EFCC tackles new NBA President over call for stripping of agency’s prosecutorial powers

Kayode Ogundele
Kayode Ogundele
Abubakar-Balarabe-Mahmoud, NBA President

The Economic and Financial Crimes Commission, EFCC, has expressed deep concern and disappointment, the call by the newly inaugurated president of the Nigerian Bar Association, NBA, Abubakar Mahmoud, SAN, that the EFCC be stripped of its prosecutorial powers.

Abubakar Mahmoud, had said at the 56th Annual General Conference of the bar in Port Harcourt, Rivers State that “We need to define its mandate more narrowly and more clearly… I strongly recommend that the EFCC be limited to investigation… while prosecution should be handled by an independent resource prosecution agency”.

The Commission, in a statement by its head of media, Wilson Uwujaren, said that its “discomfort over this seeming innocuous proposition, stem from the fact Mahmoud was silent on the reason for his position.

“More importantly, the Commission cannot comprehend how the redefinition of EFCC’s mandate in narrow terms, ultimately whittling it down, fits into the clamour by Nigerians and the vision of the President Muhammadu Buhari administration for a vibrant and courageous anti-corruption agency.

Instead, EFCC said that Mahmoud’s suggestions appears perfectly in sync with a cleverly disguised campaign by powerful forces that are uncomfortable with the reinvigorated anti-graft campaign of the EFCC and are hell-bent on emasculating the agency by stripping it of powers to prosecute with the tame excuse that an agency that investigates cannot also prosecute.

“The question Nigerians must ask the Mahmoud-led NBA is, what is wrong with EFCC prosecution? Mahmoud is in a position to answer this question.

“He was the Attorney General of the Federation’s counsel in the trial of former Delta State governor, James Ibori at the Federal High Court, Asaba, a case which EFCC lost in questionable circumstances. But the same ingredients from that case were used to fetch Ibori a 13-year jail term in London.

“Mahmoud is also the Commission’s counsel in the appeal against the infamous perpetual injunction from arrest and prosecution by former Rivers State governor, Peter Odili, which is still pending before the Court of Appeal in Port Harcourt, many years after it was filed.

“It is too much of a strange coincidence that the suggestion to strip the EFCC of itsprosecutorial powers is being floated few months after the Commission, in unprecedented fashion arraigned some senior lawyers for corruption.”

For the avoidance of doubt, the Commission said it has recorded more convictions in the last one year than all the states and federal ministries of justices combined.

Against this background, it said that the current campaign appears to be self serving, intended to create a cabal of untouchables who can be investigated but may never be prosecuted.

The EFCC, however, reassure Nigerians that there will be no sacred cows in the renewed fight against corruption in Nigeria.

The EFCC said it commends the commitments of the new NBA leadership as articulated by Mahmoud, which is to reinvent the association by reclaiming its moral high ground through a campaign for ethical rectitude by members of the bar.

“The NBA under my watch will fight judicial corruption. We shall make the legal profession unattractive for corrupt lawyers,” he had said.

This, the EFCC said is reassuring considering the evidence that senior members of the Bar have become complicit in cases of corruption and money laundering, leading to the Economic and Financial Crimes Commission, EFCC, arraigning two members of the inner bar for acts of corruption.

It said that a Bar populated or directed by people perceived to be rogues and vultures cannot play the role of priests in the temple of justice.

The EFCC said it appreciates the NBA’s acknowledgement of the Commission’s strategic place in the fight against corruption in Nigeria and the modest achievements that it has recorded so it.

It also welcomes the suggestion for reform, stressing that as the Acting Chairman, Ibrahim Magu has repeatedly stated in his public pronouncements, the agency is open to suggestions that will improve its operations as it cannot pretend to have a monopoly of ideas on how to fight corruption.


Skip all pictures. Write out the data below from its first line through the line that contains "Task: Click on the div: [Topline]".

(Records from a data collection)
###
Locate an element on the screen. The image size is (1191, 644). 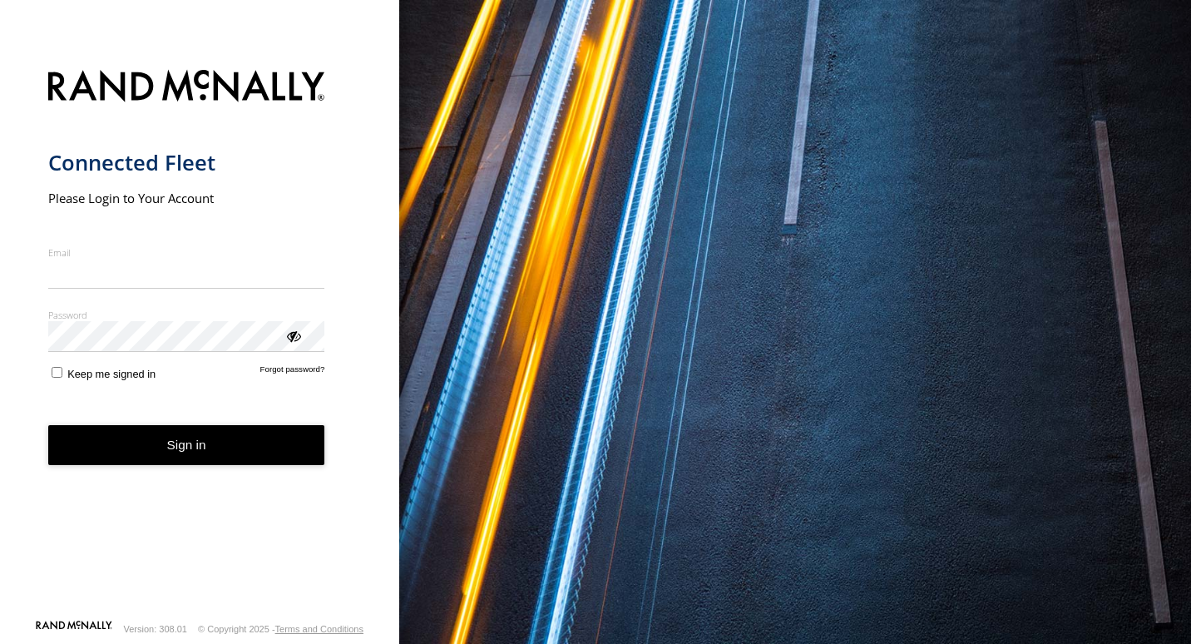
button: Sign in is located at coordinates (186, 445).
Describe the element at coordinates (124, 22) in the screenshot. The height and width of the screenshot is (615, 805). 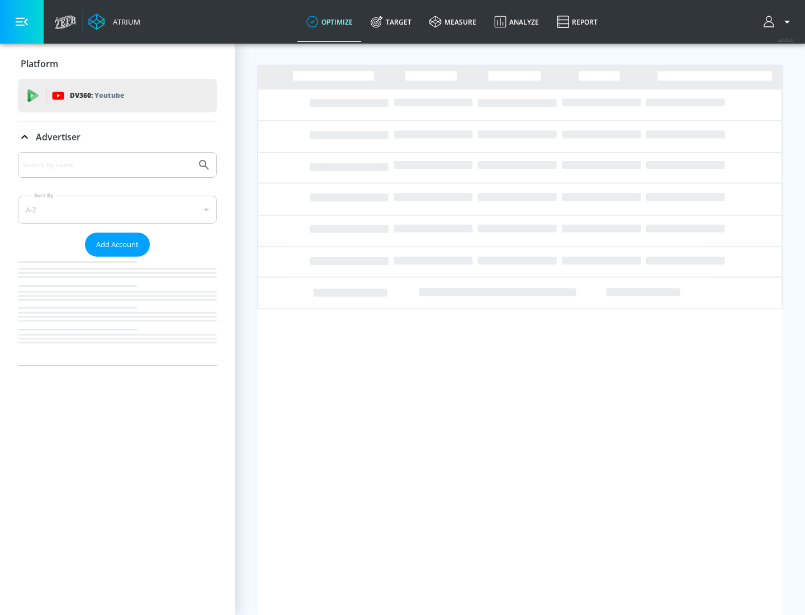
I see `div: Atrium` at that location.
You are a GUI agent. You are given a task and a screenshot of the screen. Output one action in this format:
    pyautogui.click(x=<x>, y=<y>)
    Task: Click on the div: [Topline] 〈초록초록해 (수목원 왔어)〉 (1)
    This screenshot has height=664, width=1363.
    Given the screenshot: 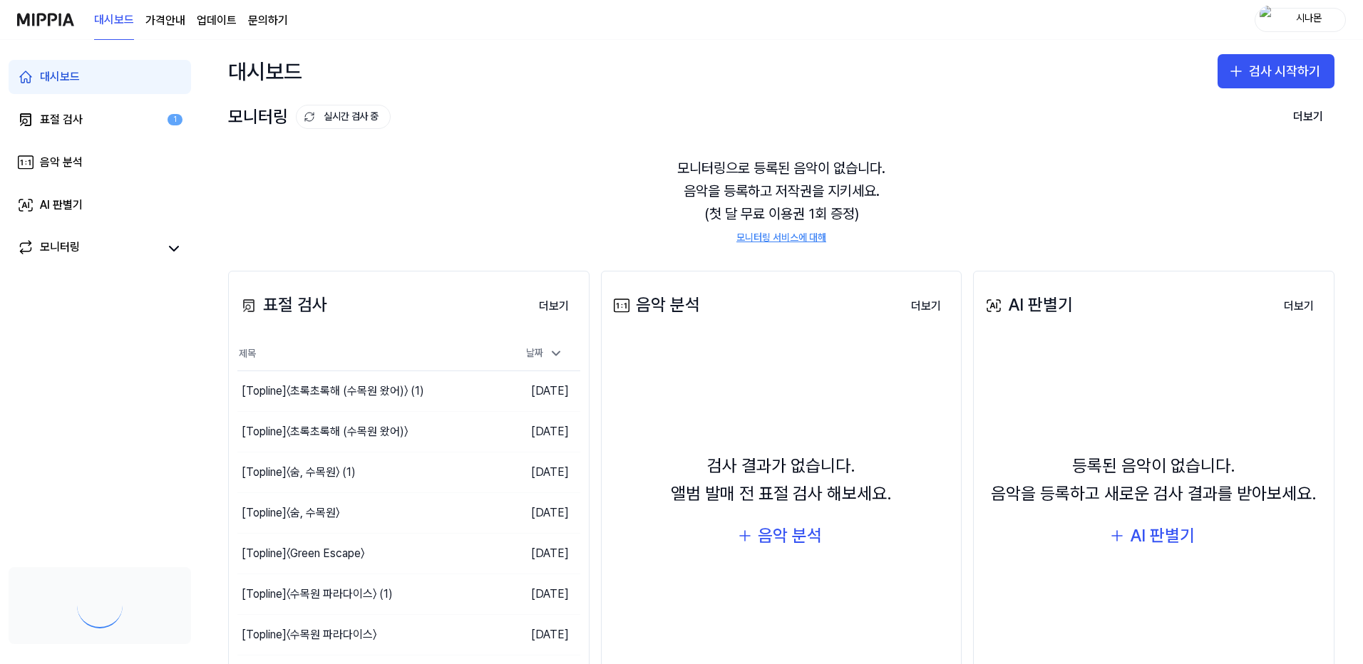 What is the action you would take?
    pyautogui.click(x=333, y=391)
    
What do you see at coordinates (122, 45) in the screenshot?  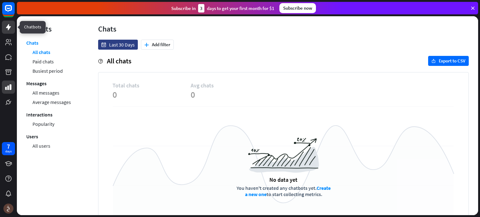 I see `span: Last 30 Days` at bounding box center [122, 45].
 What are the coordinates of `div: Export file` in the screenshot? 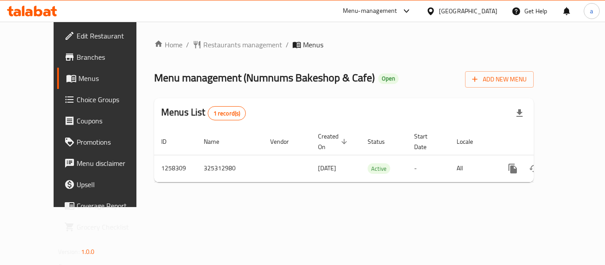 It's located at (520, 113).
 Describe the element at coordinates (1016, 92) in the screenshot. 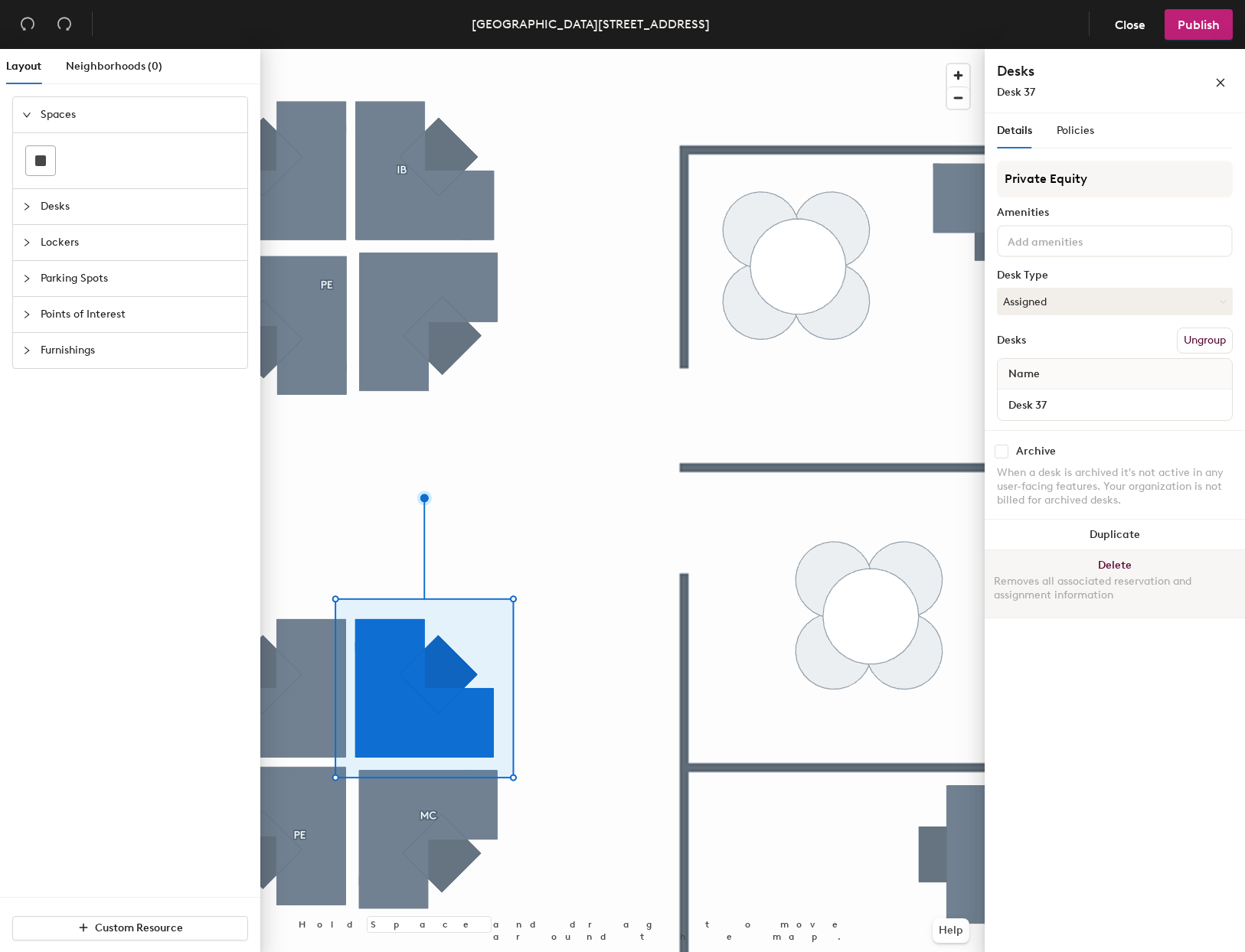

I see `span: Desk 37` at that location.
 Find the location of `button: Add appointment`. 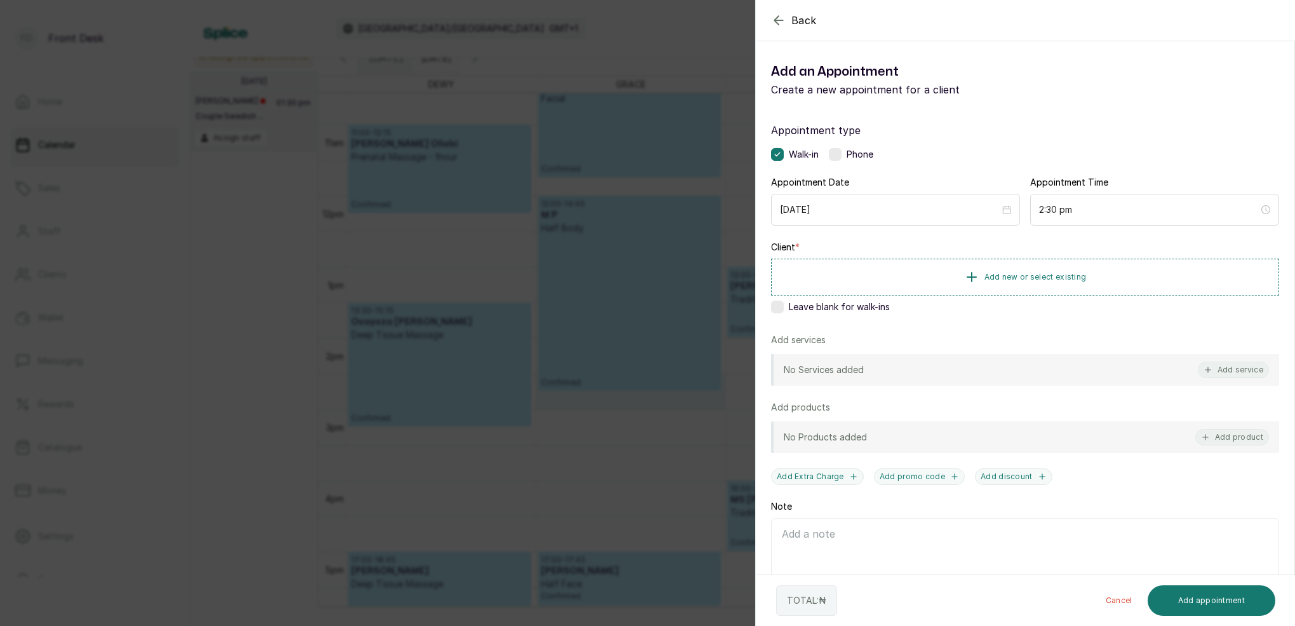

button: Add appointment is located at coordinates (1212, 600).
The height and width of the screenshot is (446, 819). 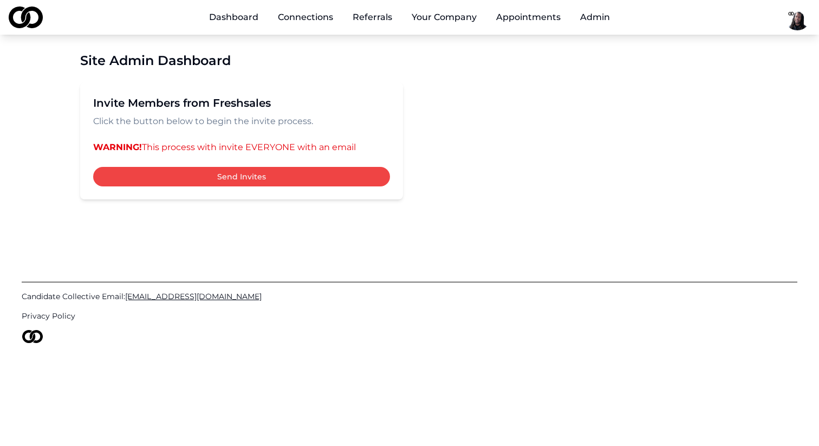 I want to click on a: Appointments, so click(x=528, y=17).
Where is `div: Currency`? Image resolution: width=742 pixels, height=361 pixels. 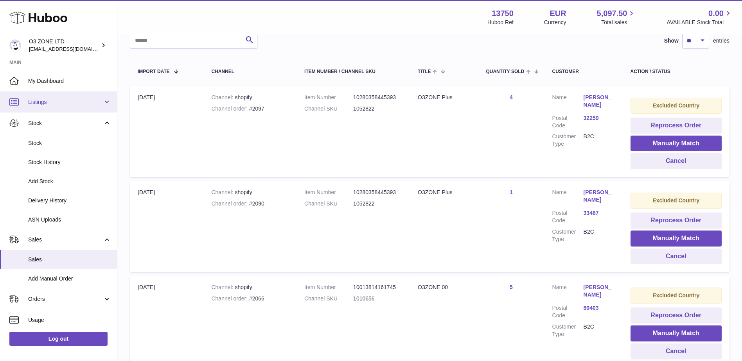
div: Currency is located at coordinates (555, 22).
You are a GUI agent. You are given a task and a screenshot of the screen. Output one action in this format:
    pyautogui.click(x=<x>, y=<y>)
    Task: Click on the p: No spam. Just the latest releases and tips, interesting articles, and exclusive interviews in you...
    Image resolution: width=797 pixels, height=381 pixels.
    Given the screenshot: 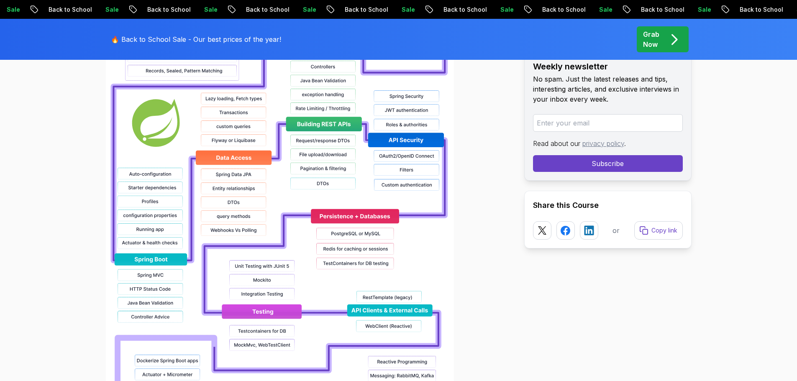 What is the action you would take?
    pyautogui.click(x=608, y=89)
###
# Problem solution
Locate an element on the screen. The image size is (1191, 644). 
button: Sign in is located at coordinates (186, 445).
Describe the element at coordinates (124, 22) in the screenshot. The height and width of the screenshot is (615, 805). 
I see `div: Atrium` at that location.
You are a GUI agent. You are given a task and a screenshot of the screen. Output one action in this format:
    pyautogui.click(x=<x>, y=<y>)
    Task: Click on the div: [Topline] 〈초록초록해 (수목원 왔어)〉 (1)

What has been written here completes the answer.